Green, who mounted a vigorous campaign to block the shutdown of the GM’s Lordstown assembly plant ran as an independent but is considered a reformer since he beat the Administration Caucus favored candidate. Green ran for regional director two years ago and received no votes during a regional convention run under the union’s old rules for filling its top officers.

UAW Fain runoff tweet 12-3-22

He said in an interview the change in the election rules made all the difference. The rules changes were imposed under the terms of the settlement of a racketeering suit brought by the U.S. Department of Justice in the wake of the corruption scandal inside the union.

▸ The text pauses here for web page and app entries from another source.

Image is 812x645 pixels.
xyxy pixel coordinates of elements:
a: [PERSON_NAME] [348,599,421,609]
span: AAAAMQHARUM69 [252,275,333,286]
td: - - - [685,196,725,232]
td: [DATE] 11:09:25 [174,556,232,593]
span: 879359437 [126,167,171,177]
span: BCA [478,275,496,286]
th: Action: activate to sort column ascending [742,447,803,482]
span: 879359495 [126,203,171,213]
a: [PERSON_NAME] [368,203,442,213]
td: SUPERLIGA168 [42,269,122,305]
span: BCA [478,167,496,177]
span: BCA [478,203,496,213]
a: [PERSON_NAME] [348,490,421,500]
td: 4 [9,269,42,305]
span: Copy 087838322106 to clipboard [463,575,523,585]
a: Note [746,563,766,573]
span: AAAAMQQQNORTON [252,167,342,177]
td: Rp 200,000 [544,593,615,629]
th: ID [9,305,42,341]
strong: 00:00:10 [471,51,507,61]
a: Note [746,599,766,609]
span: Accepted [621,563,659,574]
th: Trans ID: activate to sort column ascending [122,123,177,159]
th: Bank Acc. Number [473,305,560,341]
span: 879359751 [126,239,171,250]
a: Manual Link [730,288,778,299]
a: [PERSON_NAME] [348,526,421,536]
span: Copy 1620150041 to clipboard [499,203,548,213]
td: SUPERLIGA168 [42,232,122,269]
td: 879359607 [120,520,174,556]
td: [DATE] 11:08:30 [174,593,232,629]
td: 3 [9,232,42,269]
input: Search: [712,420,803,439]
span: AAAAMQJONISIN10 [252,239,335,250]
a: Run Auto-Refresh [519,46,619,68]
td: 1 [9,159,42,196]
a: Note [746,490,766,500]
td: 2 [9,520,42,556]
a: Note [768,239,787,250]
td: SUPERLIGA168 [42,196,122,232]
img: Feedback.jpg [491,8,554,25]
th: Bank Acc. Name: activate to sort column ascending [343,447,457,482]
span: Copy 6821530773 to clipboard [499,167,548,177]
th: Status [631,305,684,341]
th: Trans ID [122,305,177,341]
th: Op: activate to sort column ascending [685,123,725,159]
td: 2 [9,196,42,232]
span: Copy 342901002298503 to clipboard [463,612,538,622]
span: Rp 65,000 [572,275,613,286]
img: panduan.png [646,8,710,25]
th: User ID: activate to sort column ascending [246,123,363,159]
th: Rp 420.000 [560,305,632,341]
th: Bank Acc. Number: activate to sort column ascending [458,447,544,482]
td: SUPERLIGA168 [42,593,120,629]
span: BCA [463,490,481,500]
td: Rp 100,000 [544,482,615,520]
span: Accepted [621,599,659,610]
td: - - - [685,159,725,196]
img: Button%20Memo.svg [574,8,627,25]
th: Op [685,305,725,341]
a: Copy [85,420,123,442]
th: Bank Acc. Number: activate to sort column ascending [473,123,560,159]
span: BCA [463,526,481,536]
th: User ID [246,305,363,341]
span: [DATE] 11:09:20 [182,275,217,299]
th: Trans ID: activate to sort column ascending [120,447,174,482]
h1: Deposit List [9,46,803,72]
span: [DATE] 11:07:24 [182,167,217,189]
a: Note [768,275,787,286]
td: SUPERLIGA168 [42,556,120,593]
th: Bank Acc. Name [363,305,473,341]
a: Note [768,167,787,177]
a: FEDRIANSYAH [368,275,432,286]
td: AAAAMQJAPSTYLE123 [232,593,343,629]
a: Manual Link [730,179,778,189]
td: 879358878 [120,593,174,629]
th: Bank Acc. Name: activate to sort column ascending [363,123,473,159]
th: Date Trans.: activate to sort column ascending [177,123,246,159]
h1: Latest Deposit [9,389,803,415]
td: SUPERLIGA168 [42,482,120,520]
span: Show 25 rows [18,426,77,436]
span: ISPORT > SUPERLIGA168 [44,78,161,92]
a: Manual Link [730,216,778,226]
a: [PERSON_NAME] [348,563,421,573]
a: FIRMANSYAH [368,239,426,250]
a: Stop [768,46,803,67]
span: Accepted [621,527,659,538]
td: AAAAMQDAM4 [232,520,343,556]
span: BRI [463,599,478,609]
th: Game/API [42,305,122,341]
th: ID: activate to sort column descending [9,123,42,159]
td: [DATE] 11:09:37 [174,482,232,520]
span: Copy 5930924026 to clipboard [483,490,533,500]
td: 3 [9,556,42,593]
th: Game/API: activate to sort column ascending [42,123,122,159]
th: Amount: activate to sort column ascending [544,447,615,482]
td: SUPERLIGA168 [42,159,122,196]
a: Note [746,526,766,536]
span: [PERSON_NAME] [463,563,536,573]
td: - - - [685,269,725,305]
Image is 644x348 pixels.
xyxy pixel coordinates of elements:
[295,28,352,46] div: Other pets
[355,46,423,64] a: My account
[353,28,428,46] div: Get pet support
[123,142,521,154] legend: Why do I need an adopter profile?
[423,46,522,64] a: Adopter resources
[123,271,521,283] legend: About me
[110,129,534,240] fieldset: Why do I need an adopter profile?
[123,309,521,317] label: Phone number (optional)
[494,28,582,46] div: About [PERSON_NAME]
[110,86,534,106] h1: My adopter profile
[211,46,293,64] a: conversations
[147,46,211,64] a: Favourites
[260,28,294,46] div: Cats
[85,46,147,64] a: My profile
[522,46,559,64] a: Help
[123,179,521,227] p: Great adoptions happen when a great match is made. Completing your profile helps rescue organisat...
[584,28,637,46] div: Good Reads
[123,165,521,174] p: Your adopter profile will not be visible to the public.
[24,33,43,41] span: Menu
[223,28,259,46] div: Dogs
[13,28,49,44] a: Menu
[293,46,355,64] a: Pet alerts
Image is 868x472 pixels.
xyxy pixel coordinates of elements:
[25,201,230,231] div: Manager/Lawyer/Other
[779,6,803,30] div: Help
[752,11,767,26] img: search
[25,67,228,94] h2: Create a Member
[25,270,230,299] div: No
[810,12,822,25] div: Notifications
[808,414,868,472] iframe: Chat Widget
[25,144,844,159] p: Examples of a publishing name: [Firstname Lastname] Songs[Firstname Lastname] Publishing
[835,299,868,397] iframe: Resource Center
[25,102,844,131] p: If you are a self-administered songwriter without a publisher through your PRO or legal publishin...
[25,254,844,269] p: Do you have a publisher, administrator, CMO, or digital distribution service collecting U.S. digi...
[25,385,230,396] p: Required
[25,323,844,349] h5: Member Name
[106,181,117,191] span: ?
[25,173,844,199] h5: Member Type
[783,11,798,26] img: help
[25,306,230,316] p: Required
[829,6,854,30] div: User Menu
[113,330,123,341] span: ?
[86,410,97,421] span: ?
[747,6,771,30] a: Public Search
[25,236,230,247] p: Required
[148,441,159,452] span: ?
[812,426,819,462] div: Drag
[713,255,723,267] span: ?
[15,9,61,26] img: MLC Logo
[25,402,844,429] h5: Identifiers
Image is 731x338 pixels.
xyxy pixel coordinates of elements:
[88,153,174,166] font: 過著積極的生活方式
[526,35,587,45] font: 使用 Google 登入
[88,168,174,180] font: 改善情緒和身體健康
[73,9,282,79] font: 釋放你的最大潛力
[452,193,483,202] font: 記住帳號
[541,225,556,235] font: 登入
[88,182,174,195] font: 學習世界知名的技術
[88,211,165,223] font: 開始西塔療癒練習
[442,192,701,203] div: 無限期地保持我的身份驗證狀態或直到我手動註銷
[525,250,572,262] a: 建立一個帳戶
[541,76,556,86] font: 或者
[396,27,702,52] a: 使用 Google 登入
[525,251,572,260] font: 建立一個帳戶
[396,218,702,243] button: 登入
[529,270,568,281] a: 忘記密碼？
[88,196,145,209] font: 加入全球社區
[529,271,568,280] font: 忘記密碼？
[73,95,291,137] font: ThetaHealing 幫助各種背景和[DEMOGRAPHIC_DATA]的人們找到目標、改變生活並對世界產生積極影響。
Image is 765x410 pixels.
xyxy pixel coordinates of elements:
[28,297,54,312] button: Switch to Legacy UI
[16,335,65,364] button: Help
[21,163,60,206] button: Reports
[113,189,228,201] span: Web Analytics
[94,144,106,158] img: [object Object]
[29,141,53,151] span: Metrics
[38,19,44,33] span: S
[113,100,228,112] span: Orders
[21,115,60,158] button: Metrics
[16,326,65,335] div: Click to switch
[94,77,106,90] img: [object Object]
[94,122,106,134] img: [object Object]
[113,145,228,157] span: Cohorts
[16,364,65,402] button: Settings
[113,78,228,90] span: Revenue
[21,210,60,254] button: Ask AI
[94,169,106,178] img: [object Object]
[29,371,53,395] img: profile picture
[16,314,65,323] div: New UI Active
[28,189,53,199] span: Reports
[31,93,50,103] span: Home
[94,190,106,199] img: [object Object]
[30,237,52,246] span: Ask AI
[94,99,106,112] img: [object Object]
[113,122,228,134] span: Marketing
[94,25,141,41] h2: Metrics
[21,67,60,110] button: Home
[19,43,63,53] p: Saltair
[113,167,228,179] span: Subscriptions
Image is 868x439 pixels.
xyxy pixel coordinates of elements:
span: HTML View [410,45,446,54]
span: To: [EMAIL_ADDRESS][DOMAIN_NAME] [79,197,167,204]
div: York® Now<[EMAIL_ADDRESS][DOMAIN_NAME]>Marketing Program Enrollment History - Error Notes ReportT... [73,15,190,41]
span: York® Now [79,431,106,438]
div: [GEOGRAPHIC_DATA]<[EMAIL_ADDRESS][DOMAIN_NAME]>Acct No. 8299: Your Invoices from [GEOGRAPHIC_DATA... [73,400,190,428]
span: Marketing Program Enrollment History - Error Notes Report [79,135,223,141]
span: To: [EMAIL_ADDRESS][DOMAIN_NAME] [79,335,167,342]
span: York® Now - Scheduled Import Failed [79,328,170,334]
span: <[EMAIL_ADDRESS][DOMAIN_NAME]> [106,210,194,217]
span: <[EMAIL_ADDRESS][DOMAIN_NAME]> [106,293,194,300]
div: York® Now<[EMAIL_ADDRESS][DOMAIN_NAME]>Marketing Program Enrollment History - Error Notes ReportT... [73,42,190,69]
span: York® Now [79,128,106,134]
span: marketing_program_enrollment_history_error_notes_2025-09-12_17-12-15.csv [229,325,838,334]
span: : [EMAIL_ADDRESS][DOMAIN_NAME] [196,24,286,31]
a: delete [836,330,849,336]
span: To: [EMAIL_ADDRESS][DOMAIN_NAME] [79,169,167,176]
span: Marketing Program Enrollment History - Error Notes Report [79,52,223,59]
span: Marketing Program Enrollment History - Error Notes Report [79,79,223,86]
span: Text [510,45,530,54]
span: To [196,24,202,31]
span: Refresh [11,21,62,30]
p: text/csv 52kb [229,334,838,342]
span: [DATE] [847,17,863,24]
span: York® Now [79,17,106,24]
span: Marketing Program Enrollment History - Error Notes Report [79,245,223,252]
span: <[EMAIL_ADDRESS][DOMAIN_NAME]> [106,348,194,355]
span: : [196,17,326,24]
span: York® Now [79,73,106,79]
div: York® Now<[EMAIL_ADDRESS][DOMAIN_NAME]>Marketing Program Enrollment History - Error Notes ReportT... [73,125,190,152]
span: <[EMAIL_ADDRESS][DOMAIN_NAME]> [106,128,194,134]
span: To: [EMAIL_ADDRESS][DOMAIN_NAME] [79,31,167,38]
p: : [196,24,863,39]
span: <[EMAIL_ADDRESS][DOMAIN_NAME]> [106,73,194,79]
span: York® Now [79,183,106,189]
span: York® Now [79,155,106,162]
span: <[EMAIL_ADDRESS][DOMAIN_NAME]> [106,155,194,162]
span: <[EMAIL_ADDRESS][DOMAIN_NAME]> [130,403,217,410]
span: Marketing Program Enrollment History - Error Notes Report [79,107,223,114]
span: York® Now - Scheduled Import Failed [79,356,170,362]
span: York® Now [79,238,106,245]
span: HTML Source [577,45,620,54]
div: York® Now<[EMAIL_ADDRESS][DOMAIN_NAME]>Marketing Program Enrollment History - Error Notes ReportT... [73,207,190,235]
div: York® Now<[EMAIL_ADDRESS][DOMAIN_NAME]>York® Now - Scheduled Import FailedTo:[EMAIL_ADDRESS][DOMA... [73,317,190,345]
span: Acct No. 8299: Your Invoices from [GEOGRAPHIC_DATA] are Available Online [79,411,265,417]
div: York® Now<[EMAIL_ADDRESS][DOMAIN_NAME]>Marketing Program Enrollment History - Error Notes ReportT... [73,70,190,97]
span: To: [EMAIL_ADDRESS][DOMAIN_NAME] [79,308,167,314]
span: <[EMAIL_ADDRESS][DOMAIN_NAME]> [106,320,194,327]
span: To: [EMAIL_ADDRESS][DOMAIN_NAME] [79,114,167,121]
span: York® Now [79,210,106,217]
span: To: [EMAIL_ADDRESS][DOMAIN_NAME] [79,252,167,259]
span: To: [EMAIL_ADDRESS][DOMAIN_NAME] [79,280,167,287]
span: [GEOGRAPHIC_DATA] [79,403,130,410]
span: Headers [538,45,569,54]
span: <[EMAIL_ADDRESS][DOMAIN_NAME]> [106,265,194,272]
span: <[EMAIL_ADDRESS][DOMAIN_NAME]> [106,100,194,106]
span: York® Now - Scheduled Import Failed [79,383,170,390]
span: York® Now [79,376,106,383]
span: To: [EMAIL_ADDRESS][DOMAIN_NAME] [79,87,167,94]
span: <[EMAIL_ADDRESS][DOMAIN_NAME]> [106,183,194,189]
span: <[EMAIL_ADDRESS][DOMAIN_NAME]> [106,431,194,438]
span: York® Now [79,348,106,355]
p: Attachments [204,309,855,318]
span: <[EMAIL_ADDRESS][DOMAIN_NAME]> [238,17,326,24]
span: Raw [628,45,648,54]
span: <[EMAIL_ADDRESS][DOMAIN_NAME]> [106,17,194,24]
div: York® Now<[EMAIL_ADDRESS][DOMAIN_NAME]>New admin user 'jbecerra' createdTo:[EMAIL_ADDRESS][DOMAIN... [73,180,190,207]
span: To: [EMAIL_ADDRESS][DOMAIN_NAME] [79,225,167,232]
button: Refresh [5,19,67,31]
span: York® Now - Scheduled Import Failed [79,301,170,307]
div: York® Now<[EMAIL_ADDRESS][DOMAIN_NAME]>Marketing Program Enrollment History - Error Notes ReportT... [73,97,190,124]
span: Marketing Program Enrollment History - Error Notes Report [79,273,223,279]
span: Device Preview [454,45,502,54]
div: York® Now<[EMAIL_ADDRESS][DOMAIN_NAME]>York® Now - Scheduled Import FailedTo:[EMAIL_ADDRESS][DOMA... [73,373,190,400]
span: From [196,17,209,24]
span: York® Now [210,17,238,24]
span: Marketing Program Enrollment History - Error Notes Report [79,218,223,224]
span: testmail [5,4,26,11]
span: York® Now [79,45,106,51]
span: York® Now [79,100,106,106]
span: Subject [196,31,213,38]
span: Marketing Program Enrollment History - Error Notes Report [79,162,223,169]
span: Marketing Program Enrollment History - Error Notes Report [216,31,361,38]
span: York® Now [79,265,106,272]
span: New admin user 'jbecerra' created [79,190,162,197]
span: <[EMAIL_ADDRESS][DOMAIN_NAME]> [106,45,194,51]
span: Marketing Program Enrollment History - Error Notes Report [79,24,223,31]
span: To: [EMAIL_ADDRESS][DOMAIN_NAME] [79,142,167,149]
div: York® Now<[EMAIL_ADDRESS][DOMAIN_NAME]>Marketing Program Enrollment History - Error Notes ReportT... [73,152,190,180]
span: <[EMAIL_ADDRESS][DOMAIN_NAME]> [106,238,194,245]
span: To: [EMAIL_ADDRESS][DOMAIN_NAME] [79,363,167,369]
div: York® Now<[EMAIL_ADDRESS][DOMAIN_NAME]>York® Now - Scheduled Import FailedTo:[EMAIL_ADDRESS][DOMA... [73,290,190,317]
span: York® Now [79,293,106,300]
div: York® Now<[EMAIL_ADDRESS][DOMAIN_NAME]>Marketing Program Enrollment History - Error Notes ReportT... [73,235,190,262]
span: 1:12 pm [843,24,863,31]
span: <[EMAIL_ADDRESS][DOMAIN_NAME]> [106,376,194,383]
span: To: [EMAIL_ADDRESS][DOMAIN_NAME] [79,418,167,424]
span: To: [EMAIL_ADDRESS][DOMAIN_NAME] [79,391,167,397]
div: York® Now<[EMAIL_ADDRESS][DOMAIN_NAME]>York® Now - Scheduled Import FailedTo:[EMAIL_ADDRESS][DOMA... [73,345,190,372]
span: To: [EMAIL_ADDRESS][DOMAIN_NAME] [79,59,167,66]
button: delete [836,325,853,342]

During the runoff, Curry faces an uphill battle. The third-place finisher Brian Keller collected 14% of the vote and in the first round of voting. He also recommended voting for the other candidates on the Members United slate. Keller, who has built a large following on Facebook during the past two years, also has indicated he prefers Fain to Curry.

Curry also is hobbled by some major baggage. He was elected UAW Secretary Treasurer at the UAW’s Constitutional Convention on a slate headed by Gary Jones, who was later convicted on federal corruption charges. Jones’ one significant accomplishment was pushing through a major pay increase in 2018 for the union’s top officers 

On his campaign website, Curry noted he was vetted by the monitor before becoming a candidate for president this time around. 

While only about 11% of active union members and retirees returned their ballot, it was clear from the votes counted this week UAW members wanted a change the in the union, which has been hobbled by corruption and the stagnation in the union’s leadership brought on by the heavy-handed control of Administration Caucus, which ruled the union’s internal politics for decades, observers said.